RJP Maine is excited to announce that we have successfully acquired funding allowing us to hire our first fulltime Knox County Coordinator. We have high hopes that this is just the beginning to a greater presence in all four of our main geographical areas: Waldo, Knox, Lincoln, and Sagadahoc Counties. This is huge news for us and we can’t be happier to announce the arrival of Erica Buswell. Erica came to Maine in 2004, chasing visions of Winslow Homer’s winter ocean. She landed in Belfast, where what was intended to be a temporary gig at the Belfast Co-op blossomed into 16 years of work in the Maine food system, including 10 years of service at Maine Farmland Trust. She’s excited to bring a mixed skillset in collaborative leadership, facilitation, program development, and data analysis to support the work of RJP Maine. A Montana girl at heart, Erica originally came out east to attend the College of the Holy Cross, where she discovered a passion for social justice and community development. She feels fortunate to care for a small, off-grid homestead in Searsport, where she and her husband, Scott, are cultivating abundant food and joy.
Get To Know Erica
by RJP Maine Knox County Volunteer, By Molly Mulhern
“We’ve forgotten how to be in community,” states Erica Buswell as we near the end of our zoom interview. She was reflecting on the retraining that she sees us all going through as we relearn what has always been a primal instinct- “taking care of each another.” Wise words from RJP Maine’s newest team member, who started with the organization the week after Thanksgiving.
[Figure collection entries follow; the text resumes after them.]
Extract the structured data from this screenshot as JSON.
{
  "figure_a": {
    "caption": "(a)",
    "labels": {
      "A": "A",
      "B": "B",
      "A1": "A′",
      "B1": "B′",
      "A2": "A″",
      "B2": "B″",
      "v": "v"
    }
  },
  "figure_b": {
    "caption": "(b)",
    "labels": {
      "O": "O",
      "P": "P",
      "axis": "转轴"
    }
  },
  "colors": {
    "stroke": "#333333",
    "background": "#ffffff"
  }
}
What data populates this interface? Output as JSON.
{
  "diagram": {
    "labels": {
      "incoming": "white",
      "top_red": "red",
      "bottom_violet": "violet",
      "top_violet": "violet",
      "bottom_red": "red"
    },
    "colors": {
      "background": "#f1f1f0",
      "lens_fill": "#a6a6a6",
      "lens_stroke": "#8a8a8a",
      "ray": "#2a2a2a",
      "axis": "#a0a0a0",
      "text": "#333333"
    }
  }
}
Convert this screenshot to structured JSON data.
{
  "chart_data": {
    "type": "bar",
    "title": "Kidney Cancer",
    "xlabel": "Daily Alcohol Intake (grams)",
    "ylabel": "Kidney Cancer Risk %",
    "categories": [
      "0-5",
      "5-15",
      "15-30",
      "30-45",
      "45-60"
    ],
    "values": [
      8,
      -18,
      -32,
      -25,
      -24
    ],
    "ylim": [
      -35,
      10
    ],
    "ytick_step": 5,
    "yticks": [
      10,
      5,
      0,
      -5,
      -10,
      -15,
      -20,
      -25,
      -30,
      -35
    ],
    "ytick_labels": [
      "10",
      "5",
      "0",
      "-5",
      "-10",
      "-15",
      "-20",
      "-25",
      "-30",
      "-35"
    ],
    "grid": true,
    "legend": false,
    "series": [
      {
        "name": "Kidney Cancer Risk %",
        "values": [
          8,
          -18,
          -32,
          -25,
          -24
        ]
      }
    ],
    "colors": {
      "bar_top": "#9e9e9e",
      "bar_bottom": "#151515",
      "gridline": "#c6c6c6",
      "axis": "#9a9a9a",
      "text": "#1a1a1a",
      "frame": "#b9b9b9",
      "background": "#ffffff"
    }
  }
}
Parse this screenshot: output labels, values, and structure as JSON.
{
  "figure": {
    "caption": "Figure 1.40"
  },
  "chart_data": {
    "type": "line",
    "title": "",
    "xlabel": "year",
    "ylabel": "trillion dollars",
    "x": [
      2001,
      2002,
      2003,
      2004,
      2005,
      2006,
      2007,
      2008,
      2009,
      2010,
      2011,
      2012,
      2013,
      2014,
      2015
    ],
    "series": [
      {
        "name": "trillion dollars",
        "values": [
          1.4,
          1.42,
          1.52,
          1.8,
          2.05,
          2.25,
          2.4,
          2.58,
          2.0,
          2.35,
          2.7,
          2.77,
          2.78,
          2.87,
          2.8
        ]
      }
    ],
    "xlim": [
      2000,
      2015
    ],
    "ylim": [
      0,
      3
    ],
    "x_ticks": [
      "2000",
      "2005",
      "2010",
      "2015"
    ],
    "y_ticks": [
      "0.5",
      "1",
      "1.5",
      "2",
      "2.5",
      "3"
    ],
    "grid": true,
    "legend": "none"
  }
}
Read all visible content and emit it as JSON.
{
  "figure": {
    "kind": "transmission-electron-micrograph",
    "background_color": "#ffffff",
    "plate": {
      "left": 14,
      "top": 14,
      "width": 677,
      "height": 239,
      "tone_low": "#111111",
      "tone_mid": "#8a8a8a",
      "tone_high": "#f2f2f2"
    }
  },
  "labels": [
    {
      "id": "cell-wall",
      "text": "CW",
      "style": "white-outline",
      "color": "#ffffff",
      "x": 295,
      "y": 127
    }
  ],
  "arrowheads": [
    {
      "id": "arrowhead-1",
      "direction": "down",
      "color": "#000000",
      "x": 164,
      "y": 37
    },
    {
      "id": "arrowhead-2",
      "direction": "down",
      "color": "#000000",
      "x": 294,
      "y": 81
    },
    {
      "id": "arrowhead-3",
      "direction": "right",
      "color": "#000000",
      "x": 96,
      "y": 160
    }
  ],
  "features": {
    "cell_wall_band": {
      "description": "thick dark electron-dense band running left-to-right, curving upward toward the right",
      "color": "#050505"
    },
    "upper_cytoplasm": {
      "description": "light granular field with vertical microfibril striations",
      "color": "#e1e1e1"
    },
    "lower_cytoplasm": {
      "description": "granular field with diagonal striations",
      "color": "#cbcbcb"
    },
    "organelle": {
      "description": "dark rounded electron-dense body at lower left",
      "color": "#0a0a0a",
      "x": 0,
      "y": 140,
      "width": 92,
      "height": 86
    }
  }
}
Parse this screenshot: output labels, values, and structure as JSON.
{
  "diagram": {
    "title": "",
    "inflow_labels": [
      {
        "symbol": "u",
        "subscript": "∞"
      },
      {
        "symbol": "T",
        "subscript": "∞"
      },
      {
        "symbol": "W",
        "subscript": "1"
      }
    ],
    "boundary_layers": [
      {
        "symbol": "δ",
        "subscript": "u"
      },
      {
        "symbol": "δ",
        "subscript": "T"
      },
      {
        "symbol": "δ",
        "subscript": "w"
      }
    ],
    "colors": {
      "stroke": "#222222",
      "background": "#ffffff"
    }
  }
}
Erica’s official title is Knox County Community Justice Coordinator, a new position designed to weave together RJP Maine’s work in prevention, intervention, diversion, and reentry in one geographic support location- Knox County. Erica comes to RJP Maine most recently from Maine Farmland Trust, where she was VP of Programs. Working in the areas of food sovereignty is not such a far leap to the work she hopes to do for RJP Maine; both are united by a thread and strong belief in the power of communities and their individuals to creatively work out “what will be best for them.”Erica’s beliefs have been informed and influenced by several years as a volunteer for Wabanaki Reach, her formal education in Religious Studies (“Liberation Theology”), studies in Zen Buddhism, years living off the grid, much literary exploration, as well as training as a facilitator. When I spoke with her in her Searsport office, she recounted how last spring she felt a need to take some time without paid work to explore how she could best bring her gifts and passions to her community. Her months of reflection included reading, gardening, obtaining a certificate in data analysis, and deep listening. What emerged was a notion that her next career chapter would involve restoration. She wanted to find work that would strengthen community, create transformation through relationship building and thus bring about deep impact. And as she was coming to these understandings, RJP Maine began its search for the Community Justice Coordinator. This new position and her interests aligned perfectly; social justice has always been a strong thread in her interests. Erica remarked, “It feels good to get back to some roots.”
Erica credits Winslow Homer, or rather his art, on the walls of the Worcester Art Museum (home of Holy Cross, where she attended college) with instilling a curiosity about seeing and living in Maine. As she wound down a cross country road trip Erica asked herself, “the winter ocean, I wonder what that looks like?” and she headed East to find out. With her home off the grid in Searsport, and a new office eventually in Rockland, we hope Erica will have many happy opportunities to ponder that ocean, in all its seasons.